> ASSIGNMENT
Return the records exactly, please. Every line should match.

─── GIVEN RECORDS ───

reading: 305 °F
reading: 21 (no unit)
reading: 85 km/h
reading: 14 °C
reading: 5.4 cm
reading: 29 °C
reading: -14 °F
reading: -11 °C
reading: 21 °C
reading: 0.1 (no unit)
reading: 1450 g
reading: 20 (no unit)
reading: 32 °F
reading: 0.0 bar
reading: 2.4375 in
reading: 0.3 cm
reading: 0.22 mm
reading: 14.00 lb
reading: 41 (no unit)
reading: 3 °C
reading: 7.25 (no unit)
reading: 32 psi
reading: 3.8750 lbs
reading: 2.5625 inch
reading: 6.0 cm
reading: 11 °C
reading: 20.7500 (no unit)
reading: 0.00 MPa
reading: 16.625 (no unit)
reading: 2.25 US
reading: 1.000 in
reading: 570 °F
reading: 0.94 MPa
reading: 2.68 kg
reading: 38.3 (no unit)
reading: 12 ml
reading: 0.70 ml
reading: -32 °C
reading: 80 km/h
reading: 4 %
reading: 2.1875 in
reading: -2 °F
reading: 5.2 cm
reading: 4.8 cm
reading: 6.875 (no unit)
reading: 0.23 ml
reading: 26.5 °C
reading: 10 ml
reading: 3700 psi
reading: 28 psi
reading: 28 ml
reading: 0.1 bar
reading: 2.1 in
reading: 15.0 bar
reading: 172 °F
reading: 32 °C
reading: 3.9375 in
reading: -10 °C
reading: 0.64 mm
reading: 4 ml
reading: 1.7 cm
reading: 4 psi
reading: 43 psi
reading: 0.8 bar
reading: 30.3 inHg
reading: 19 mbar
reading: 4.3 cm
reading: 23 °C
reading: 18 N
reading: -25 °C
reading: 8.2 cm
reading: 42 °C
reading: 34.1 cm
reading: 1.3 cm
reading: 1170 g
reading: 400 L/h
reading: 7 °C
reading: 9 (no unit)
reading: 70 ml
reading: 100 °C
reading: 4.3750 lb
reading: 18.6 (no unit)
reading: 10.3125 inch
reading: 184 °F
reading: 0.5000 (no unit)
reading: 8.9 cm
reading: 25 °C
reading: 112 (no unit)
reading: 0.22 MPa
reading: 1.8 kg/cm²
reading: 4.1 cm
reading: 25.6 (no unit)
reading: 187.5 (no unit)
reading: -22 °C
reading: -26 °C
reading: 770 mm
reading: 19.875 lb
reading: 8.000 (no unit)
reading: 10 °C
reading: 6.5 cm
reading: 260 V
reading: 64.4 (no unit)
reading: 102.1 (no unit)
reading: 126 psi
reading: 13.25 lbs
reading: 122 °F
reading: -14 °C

───

> RESPONSE FOR THIS EXERCISE
reading: 305 °F
reading: 21 (no unit)
reading: 85 km/h
reading: 14 °C
reading: 5.4 cm
reading: 29 °C
reading: -14 °F
reading: -11 °C
reading: 21 °C
reading: 0.1 (no unit)
reading: 1450 g
reading: 20 (no unit)
reading: 32 °F
reading: 0.0 bar
reading: 2.4375 in
reading: 0.3 cm
reading: 0.22 mm
reading: 14.00 lb
reading: 41 (no unit)
reading: 3 °C
reading: 7.25 (no unit)
reading: 32 psi
reading: 3.8750 lbs
reading: 2.5625 inch
reading: 6.0 cm
reading: 11 °C
reading: 20.7500 (no unit)
reading: 0.00 MPa
reading: 16.625 (no unit)
reading: 2.25 US
reading: 1.000 in
reading: 570 °F
reading: 0.94 MPa
reading: 2.68 kg
reading: 38.3 (no unit)
reading: 12 ml
reading: 0.70 ml
reading: -32 °C
reading: 80 km/h
reading: 4 %
reading: 2.1875 in
reading: -2 °F
reading: 5.2 cm
reading: 4.8 cm
reading: 6.875 (no unit)
reading: 0.23 ml
reading: 26.5 °C
reading: 10 ml
reading: 3700 psi
reading: 28 psi
reading: 28 ml
reading: 0.1 bar
reading: 2.1 in
reading: 15.0 bar
reading: 172 °F
reading: 32 °C
reading: 3.9375 in
reading: -10 °C
reading: 0.64 mm
reading: 4 ml
reading: 1.7 cm
reading: 4 psi
reading: 43 psi
reading: 0.8 bar
reading: 30.3 inHg
reading: 19 mbar
reading: 4.3 cm
reading: 23 °C
reading: 18 N
reading: -25 °C
reading: 8.2 cm
reading: 42 °C
reading: 34.1 cm
reading: 1.3 cm
reading: 1170 g
reading: 400 L/h
reading: 7 °C
reading: 9 (no unit)
reading: 70 ml
reading: 100 °C
reading: 4.3750 lb
reading: 18.6 (no unit)
reading: 10.3125 inch
reading: 184 °F
reading: 0.5000 (no unit)
reading: 8.9 cm
reading: 25 °C
reading: 112 (no unit)
reading: 0.22 MPa
reading: 1.8 kg/cm²
reading: 4.1 cm
reading: 25.6 (no unit)
reading: 187.5 (no unit)
reading: -22 °C
reading: -26 °C
reading: 770 mm
reading: 19.875 lb
reading: 8.000 (no unit)
reading: 10 °C
reading: 6.5 cm
reading: 260 V
reading: 64.4 (no unit)
reading: 102.1 (no unit)
reading: 126 psi
reading: 13.25 lbs
reading: 122 °F
reading: -14 °C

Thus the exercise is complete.